The NPG is celebrating such portraiture in their exhibition ‘Eye to I: Self-Portraits from 1900 to Today,’ which was curated by Fortune and runs through August 18th. More than 75 portraits are on display to examine the way that we deal with our representation of and perception of ourselves. ‘Eye to I’ seeks to confront who we are in the era of ‘selfies,’ social media, and ‘fluidity of contemporary identity.’ Visitors will find autobiographical portraits by the likes of Chuck Close, Elaine de Kooning, Diego Rivera, and Edward Hooper.

The resulting artworks express the various ways in which we represent ourselves, flaws and all. Some are playful, others are full of angst. They span drawing, photography, and multi-media works that incorporate the self in unique ways. Jim Dine takes himself inherently out of the self-portrait. We find his robe, standing as though he is in it but his arms, legs, neck, head, none are visible. Alice Neel takes on the nude self-portrait at age 75. She sits in a blue striped chair, white hair in a bun on her head, and paintbrush in hand. She is not the ideal of beauty with taut, youthful skin and perfected assets. She is herself, what she sees, what she is. Fortune told NPR that that particular self-portrait was difficult for Neel. ‘She said it was so hard that “my cheeks got red with the effort,” Fortune recalled. If Neel’s self-portrait aims to capture the imperfect, Thomas Hart Benton’s self-portrait spans the gamut picturing his idealized self – tall, dark, and handsome – with his wife Rita in sunny Martha’s Vineyard.
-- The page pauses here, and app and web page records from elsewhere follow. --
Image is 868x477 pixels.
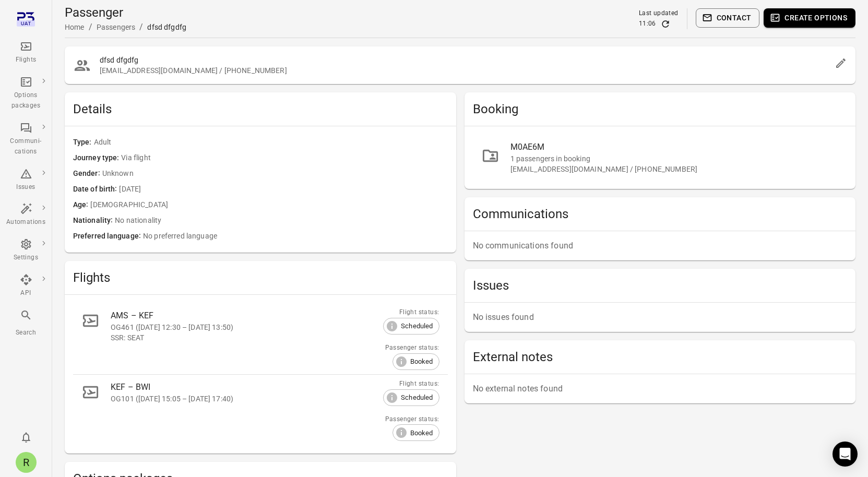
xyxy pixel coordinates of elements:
div: Search [6,327,45,338]
button: Contact [696,8,760,28]
span: Nationality [73,215,115,226]
a: Settings [2,234,50,266]
a: AMS – KEFOG461 ([DATE] 12:30 – [DATE] 13:50)SSR: SEATFlight status:ScheduledPassenger status:Booked [73,303,448,374]
button: Search [2,306,50,341]
a: Automations [2,199,50,231]
p: No external notes found [473,382,847,395]
h2: Issues [473,277,847,294]
span: [EMAIL_ADDRESS][DOMAIN_NAME] / [PHONE_NUMBER] [99,65,830,76]
span: Age [73,199,90,211]
div: OG461 ([DATE] 12:30 – [DATE] 13:50) [111,322,379,332]
h2: Booking [473,101,847,117]
div: 11:06 [639,19,656,29]
span: Scheduled [395,392,439,403]
a: Communi-cations [2,118,50,161]
span: Via flight [121,152,448,164]
button: Notifications [15,427,36,447]
span: Booked [404,427,439,438]
div: [EMAIL_ADDRESS][DOMAIN_NAME] / [PHONE_NUMBER] [511,164,839,174]
div: R [15,452,36,472]
div: Last updated [639,8,679,19]
div: Flights [6,55,45,65]
nav: Breadcrumbs [65,21,186,33]
div: Passengers [97,22,135,32]
a: M0AE6M1 passengers in booking[EMAIL_ADDRESS][DOMAIN_NAME] / [PHONE_NUMBER] [473,134,847,180]
span: No preferred language [143,231,448,242]
h1: Passenger [65,5,186,21]
span: Unknown [102,168,448,179]
div: Open Intercom Messenger [833,441,857,466]
div: Issues [6,182,45,192]
a: Options packages [2,72,50,115]
div: Flight status: [399,379,439,389]
span: Date of birth [73,184,119,195]
span: Gender [73,168,102,179]
button: Edit [830,52,851,74]
div: Automations [6,217,45,227]
h2: External notes [473,348,847,365]
span: Journey type [73,152,121,164]
div: AMS – KEF [111,309,379,322]
button: Rachel [12,447,41,477]
span: Preferred language [73,231,143,242]
span: Adult [94,137,448,148]
div: Options packages [6,90,45,111]
span: [DEMOGRAPHIC_DATA] [90,199,448,211]
div: Passenger status: [385,414,439,425]
div: Flight status: [399,307,439,317]
button: Create options [763,8,855,28]
div: dfsd dfgdfg [147,22,186,32]
button: Refresh data [660,19,670,29]
div: API [6,288,45,298]
div: Communi-cations [6,136,45,157]
li: / [139,21,143,33]
a: Home [65,23,85,32]
div: KEF – BWI [111,381,379,393]
li: / [88,21,92,33]
h2: Flights [73,269,448,286]
p: No communications found [473,239,847,252]
div: SSR: SEAT [111,332,379,343]
span: No nationality [115,215,448,226]
div: OG101 ([DATE] 15:05 – [DATE] 17:40) [111,393,379,404]
span: Scheduled [395,321,439,331]
h2: Details [73,101,448,117]
div: Settings [6,252,45,262]
div: 1 passengers in booking [511,153,839,164]
a: KEF – BWIOG101 ([DATE] 15:05 – [DATE] 17:40)Flight status:ScheduledPassenger status:Booked [73,374,448,445]
a: Flights [2,37,50,69]
a: Issues [2,164,50,196]
h2: dfsd dfgdfg [99,55,830,65]
span: Booked [404,356,439,367]
p: No issues found [473,311,847,324]
h2: Communications [473,206,847,222]
div: M0AE6M [511,141,839,153]
span: Type [73,137,94,148]
span: [DATE] [119,184,448,195]
div: Passenger status: [385,343,439,353]
a: API [2,271,50,301]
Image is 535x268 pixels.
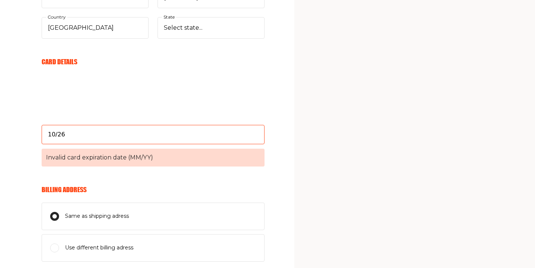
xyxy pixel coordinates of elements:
[42,74,265,130] iframe: card
[42,58,265,66] h6: Card Details
[42,17,149,39] select: Country
[42,100,265,155] iframe: cvv
[50,212,59,221] input: Same as shipping adress
[42,186,265,194] h6: Billing Address
[50,244,59,253] input: Use different billing adress
[46,13,67,21] label: Country
[158,17,265,39] select: State
[65,244,134,253] span: Use different billing adress
[162,13,176,21] label: State
[42,149,265,167] span: Invalid card expiration date (MM/YY)
[65,212,129,221] span: Same as shipping adress
[42,125,265,144] input: Invalid card expiration date (MM/YY)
The exhibition explores the ways that self-portraiture has thus taken on different mediums since the turn of the 20th century. It allows visitors to obtain a snapshot of the artists who created them. A snapshot, though, that shows them in a light that might be vulnerable, egotistical, happy, smug, depressed, or matter of fact because self-portraits have a unique ability to show the artist’s inside and outside in an intimate way. The show wraps up the NPG’s year of celebration for its 50th anniversary and an illustrated catalogue will accompany the exhibition in the spring.